Curated by Gioula Papadopoulou, Giorgos Dimitrakopoulos.
Miden (meaning ‘zero’) was the first Greek videoart festival to be presented in public spaces and the latest festival was in July 2011. Now the Italian videoart distributor visualcontainer has made a selection of the works available online for a wider audience to experience. The independent festival has run annually since 2005 and focuses on Greek and international videoart as well as new media art from emerging and established artists.
The festival received over 1000 submissions and showed 189 videos from artists in 45 different countries. The selection shown on the net come from the Monobalance category. Highlights of these eleven pieces include The Polymoids by Tina Willgren. This is an atmospheric narrative of plastic bags blowing idly in the wind. Seemingly simple, as they move they take on personalities, reflecting the way that human beings endlessly traverse the earth looking for meaning.

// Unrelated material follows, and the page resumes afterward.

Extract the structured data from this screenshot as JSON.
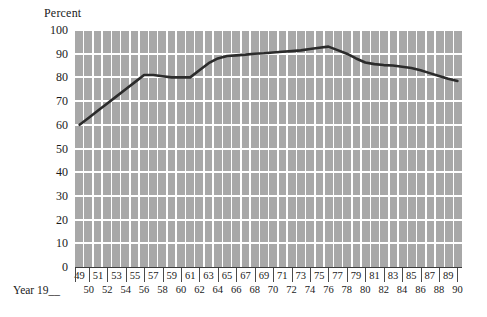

The Trace of Salt by Albert Merino is a surreal tale of cgi and retro-effects. Silent but for sound effects it drenches us in unlikely images: a girl with blood red fingers crunching sea salt in her hand, a well dressed rabbit dragging a dead fish around an empty cloisters, carving a loaf of bread which bleeds as it is cut. Finishing with shots of a disintegrated cityscape, it is cooly imaginative but would require several viewings to discern what is going on…
Butter Cow by Jun’ichiro Ishi is a clearer allegory of the goes-around comes-around school of Eastern philosophy. It shows the artist sculpting six blocks of butter into a cow with a lo fi charm. Then the buttery creation waltzes around the screen before heading outside and melting in the sun. The cow collapses in a painfully sad manner before being spread on a piece of toast. Ouch.
Balance study Threshold by Jacob Tonski is a humourous video of the artist attempting to stay upright in a rotating tube. It references the sensitive equilibrium of human existence and how easy it is for that to dissolve, whilst Liao Chi-Yu’s Megarich breakfast lets us feast on a dystopian cookery programme. On a background drained of colour the artist prepares a breakfast of undercooked sausages, salad and pink juice, false smiling eyes giving her a sense of visual lunacy whilst blinding her to what she is doing. Eventually she eats a strawberry, picks up a gun and stands spattered in pink blood.
This festival allows viewers to obtain a holistic view of an art form that is currently evolving unexpectedly, rapidly and diversely.